Maria opened her eyes and found herself looking across at Dr Minks. He held his hands together before him as if he had been clapping. The thunder that had brought her back. She straightened herself up and looked around his office, as if reassuring herself that she was back in reality.
‘You closed me out, Maria,’ he said. ‘You didn’t want me there.’
‘He took control,’ she said, and coughed when she realised that her voice was shaking.
‘No, he didn’t,’ said Dr Minks. ‘You took control. He doesn’t exist in your dreams.
You
recreate him. You control his words and actions. It was your will that sought to exclude me.’ He paused and crumpled back into his chair, again examining his notes, but the frown did not fade from his brow. ‘You saw the same landmarks and motifs again?’
‘Yes. The galleon where the harbour-police patrol boat was that night and the castle where the old barn was. What I don’t understand is why it is all so elaborate in the dream. Why is he dressed in armour? And why is everything changed into some kind of historical counterpart?’
‘I don’t know. It could be that you are trying, in your mind, to place what happened that night into the past … A distant past: like a previous life, almost. Do you
feel
like it’s the same night as you were stabbed?’
‘Yes and no. It’s like the same night, but in another dimension or universe or something. Like
you said, as if it were a completely different time, as well.’
‘And, in this scenario, you let your attacker come close to you? You permit him to have close personal contact?’
‘That’s the thing I can never understand,’ said Maria. ‘Why do I allow
him
to touch me, when I can’t let anyone else touch me?’
‘Because he is the origin of your trauma. The source of your fear. Without this man, you would have no post-traumatic stress, no aphenphosmphobia, no panic attacks.’ Minks took out a thick leather-bound pad and started to scribble on it. He ripped a page out and handed it to Maria. ‘I want you to take these. I feel we have too big a mountain to climb with therapy alone.’
‘Drugs?’ Maria did not reach to take the prescription. ‘What is it?’
‘Propanolol. A beta blocker. The same sort of thing that I’d prescribe if you had high blood pressure. It’s a very mild dose and I only want you to take one eighty-milligram tablet on, well, difficult days. You can make it a hundred and sixty milligrams if it’s really bad. You don’t suffer from asthma or any respiratory problems, do you?’

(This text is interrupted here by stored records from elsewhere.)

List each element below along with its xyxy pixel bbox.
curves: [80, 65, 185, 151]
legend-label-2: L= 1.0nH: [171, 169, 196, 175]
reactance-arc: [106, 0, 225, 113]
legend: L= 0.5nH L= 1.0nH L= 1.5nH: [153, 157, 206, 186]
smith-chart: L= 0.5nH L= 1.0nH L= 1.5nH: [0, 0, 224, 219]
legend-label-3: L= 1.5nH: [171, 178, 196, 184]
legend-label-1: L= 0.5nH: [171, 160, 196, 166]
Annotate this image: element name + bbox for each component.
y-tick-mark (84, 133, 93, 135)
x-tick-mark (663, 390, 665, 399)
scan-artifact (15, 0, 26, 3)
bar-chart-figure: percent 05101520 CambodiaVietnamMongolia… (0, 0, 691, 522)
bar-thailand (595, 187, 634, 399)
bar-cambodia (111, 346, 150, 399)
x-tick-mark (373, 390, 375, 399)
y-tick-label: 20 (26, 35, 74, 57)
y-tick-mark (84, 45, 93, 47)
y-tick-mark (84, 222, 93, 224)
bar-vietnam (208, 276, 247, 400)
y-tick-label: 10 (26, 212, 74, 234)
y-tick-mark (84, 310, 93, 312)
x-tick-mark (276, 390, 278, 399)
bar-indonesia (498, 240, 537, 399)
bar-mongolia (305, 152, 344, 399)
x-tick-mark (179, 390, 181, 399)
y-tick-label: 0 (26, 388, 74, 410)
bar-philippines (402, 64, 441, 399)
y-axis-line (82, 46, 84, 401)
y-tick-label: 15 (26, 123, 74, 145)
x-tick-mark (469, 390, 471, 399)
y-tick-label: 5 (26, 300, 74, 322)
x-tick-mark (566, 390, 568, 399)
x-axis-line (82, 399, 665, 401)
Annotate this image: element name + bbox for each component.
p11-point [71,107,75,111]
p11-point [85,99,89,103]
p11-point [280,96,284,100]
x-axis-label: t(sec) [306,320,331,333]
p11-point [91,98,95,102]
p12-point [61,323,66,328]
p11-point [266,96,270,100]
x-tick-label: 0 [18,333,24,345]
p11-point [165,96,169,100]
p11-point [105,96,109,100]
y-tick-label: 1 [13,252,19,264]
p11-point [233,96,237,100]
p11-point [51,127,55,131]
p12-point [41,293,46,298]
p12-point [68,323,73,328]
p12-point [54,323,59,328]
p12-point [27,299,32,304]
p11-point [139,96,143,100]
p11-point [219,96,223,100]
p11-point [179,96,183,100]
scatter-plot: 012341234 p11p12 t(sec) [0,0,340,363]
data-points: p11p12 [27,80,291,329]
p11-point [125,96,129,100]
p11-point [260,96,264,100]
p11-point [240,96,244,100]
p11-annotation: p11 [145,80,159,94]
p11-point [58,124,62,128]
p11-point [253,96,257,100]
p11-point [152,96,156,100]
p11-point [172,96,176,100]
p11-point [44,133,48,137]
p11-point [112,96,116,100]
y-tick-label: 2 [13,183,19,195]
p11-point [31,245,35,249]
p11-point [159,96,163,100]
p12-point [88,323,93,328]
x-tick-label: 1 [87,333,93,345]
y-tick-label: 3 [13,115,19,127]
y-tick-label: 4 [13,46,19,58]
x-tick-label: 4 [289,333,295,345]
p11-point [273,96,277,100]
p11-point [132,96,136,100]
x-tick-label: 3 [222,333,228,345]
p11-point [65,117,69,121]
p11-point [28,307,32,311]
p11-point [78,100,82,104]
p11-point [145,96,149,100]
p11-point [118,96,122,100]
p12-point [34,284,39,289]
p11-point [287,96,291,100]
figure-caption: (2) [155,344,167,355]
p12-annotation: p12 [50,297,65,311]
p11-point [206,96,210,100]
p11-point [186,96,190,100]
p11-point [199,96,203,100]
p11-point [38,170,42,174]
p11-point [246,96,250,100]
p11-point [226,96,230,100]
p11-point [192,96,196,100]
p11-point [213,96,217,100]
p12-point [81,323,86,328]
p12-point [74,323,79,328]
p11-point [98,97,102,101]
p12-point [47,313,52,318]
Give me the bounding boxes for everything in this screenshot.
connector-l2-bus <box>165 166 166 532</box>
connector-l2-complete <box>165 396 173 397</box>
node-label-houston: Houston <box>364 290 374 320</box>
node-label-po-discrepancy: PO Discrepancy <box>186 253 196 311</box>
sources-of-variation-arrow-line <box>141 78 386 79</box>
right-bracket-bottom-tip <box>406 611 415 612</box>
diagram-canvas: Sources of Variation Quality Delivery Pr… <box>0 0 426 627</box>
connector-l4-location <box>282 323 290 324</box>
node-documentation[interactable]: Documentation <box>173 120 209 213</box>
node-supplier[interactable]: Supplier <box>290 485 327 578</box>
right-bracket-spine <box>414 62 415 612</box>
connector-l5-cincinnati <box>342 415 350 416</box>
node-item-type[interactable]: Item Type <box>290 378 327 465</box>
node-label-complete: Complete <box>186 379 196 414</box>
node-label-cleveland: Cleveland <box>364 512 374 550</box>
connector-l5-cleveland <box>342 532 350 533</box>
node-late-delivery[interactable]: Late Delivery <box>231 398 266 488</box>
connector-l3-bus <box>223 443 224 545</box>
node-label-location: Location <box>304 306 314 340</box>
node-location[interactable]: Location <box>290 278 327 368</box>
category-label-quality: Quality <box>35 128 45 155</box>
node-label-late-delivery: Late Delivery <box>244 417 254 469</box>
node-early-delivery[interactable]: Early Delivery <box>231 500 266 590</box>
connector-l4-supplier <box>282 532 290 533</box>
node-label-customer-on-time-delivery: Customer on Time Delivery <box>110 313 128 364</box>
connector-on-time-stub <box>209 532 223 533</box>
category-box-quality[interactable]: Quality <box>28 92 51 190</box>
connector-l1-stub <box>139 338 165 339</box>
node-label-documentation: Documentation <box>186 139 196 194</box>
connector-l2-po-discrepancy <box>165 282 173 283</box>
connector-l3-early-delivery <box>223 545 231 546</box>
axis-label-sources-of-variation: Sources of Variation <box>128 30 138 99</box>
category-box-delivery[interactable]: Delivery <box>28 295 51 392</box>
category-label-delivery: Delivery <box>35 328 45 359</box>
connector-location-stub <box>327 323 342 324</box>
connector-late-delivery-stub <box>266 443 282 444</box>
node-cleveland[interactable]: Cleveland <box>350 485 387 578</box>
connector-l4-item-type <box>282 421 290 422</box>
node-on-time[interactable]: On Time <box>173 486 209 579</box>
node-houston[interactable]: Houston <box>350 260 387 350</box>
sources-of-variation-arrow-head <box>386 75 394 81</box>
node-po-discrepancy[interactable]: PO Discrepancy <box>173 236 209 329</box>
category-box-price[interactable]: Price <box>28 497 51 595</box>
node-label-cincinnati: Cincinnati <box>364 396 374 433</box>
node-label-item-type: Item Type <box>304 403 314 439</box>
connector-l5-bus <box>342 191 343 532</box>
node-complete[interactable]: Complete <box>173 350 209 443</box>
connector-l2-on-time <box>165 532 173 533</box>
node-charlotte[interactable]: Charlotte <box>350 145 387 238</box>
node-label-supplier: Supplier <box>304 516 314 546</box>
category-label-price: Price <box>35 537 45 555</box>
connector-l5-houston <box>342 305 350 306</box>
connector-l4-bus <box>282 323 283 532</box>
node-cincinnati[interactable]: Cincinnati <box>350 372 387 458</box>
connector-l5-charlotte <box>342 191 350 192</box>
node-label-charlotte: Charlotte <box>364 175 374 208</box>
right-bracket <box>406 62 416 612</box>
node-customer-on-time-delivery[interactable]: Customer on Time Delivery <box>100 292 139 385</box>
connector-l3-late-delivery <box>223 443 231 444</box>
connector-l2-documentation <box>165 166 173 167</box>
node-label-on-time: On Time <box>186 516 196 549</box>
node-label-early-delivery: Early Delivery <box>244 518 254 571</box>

Maria shook her head. ‘What does it do?’
‘It is a noradrenalin inhibitor. It restricts the chemicals that your body generates when you’re afraid. Or angry.’ Dr Minks thrust the prescription in Maria’s direction and she took it from him.
‘Will it affect my performance at work?’
Minks smiled and shook his head. ‘No, it shouldn’t do. Some people feel tired or lethargic with it, but not in the same way it would if I were to give you Valium. This might slow you down a little, but otherwise you
should feel no ill effects. And, as I said, I only want you to take it when you really feel you need to.’

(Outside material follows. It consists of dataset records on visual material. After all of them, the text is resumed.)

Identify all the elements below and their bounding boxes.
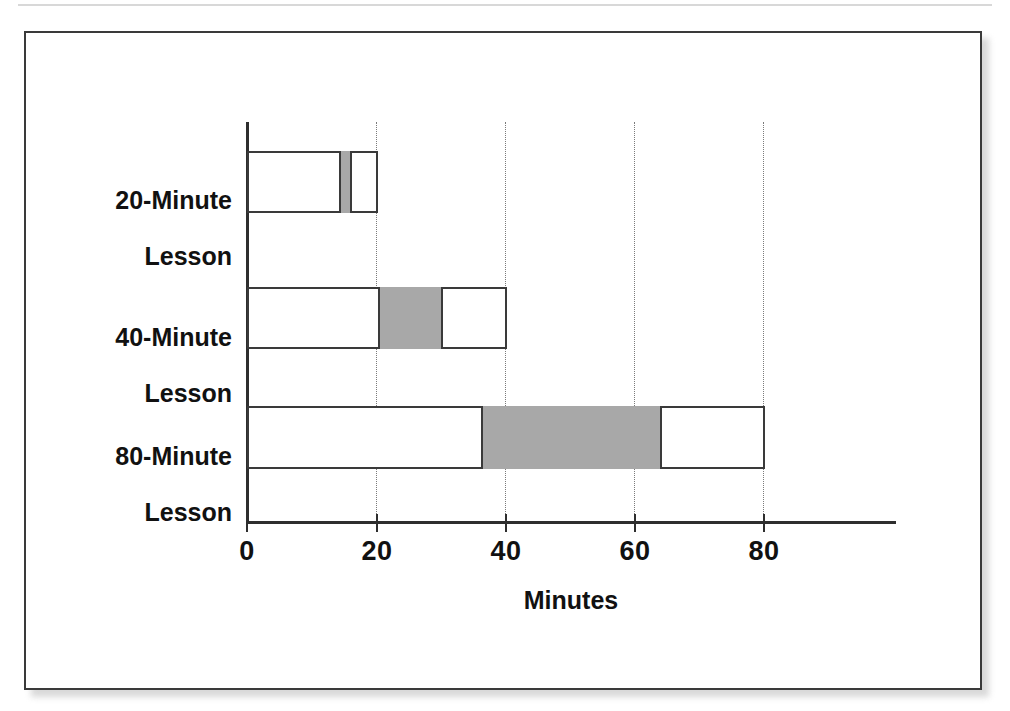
category-label-line2: Lesson	[144, 242, 232, 270]
x-tick-80	[763, 514, 765, 532]
category-label-line1: 20-Minute	[115, 186, 232, 214]
x-tick-label-60: 60	[605, 536, 665, 567]
category-label-80-minute-lesson: 80-Minute Lesson	[115, 414, 232, 526]
x-axis-line	[246, 521, 896, 524]
bar-segment-shaded-40	[378, 287, 443, 349]
x-tick-label-40: 40	[476, 536, 536, 567]
category-label-20-minute-lesson: 20-Minute Lesson	[115, 158, 232, 270]
category-label-40-minute-lesson: 40-Minute Lesson	[115, 295, 232, 407]
page-top-rule	[18, 4, 992, 6]
category-label-line1: 80-Minute	[115, 442, 232, 470]
bar-segment-shaded-20	[339, 151, 352, 213]
bar-40-minute-lesson	[247, 287, 507, 349]
category-label-line1: 40-Minute	[115, 323, 232, 351]
category-label-line2: Lesson	[144, 498, 232, 526]
category-label-line2: Lesson	[144, 379, 232, 407]
x-axis-title: Minutes	[246, 586, 896, 615]
x-tick-60	[634, 514, 636, 532]
x-tick-label-0: 0	[217, 536, 277, 567]
figure-frame: 0 20 40 60 80 Minutes 20-Minute Lesson 4…	[24, 31, 982, 690]
bar-80-minute-lesson	[247, 406, 765, 469]
x-tick-label-20: 20	[347, 536, 407, 567]
bar-20-minute-lesson	[247, 151, 378, 213]
x-tick-40	[505, 514, 507, 532]
bar-segment-shaded-80	[481, 406, 662, 469]
x-tick-0	[246, 514, 248, 532]
x-tick-label-80: 80	[734, 536, 794, 567]
x-tick-20	[376, 514, 378, 532]
chart-plot-area: 0 20 40 60 80 Minutes 20-Minute Lesson 4…	[26, 33, 984, 692]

Dr Minks stood up and shook Maria’s hand. She noticed that the psychologist’s palm was cool and fleshy. And rather moist. She pulled her hand away a little too quickly.
After confirming the following week’s appointment with Minks’s secretary, Maria made her way to the elevator. As she did so she paused to take two things from her shoulder bag. The first was a handkerchief with which she wiped vigorously at the hand that Minks had shaken. The second was her police service-issue SIG-Sauer nine-millimetre automatic, sheathed in its clip-on holster, which she attached to the belt of her trousers before pressing the button to summon the lift.
Kristina Dreyer stood framed in the bathroom doorway. She opened her mouth to scream, but her fear strangled the sound in her throat. For four years, twice a week, Kristina had cleaned Herr Hauser’s bathroom until it shone scalpel-bright. She had wiped every surface, swept every corner, polished every tap and fitting. It was a space so familiar to her that she could have navigated it with her eyes closed.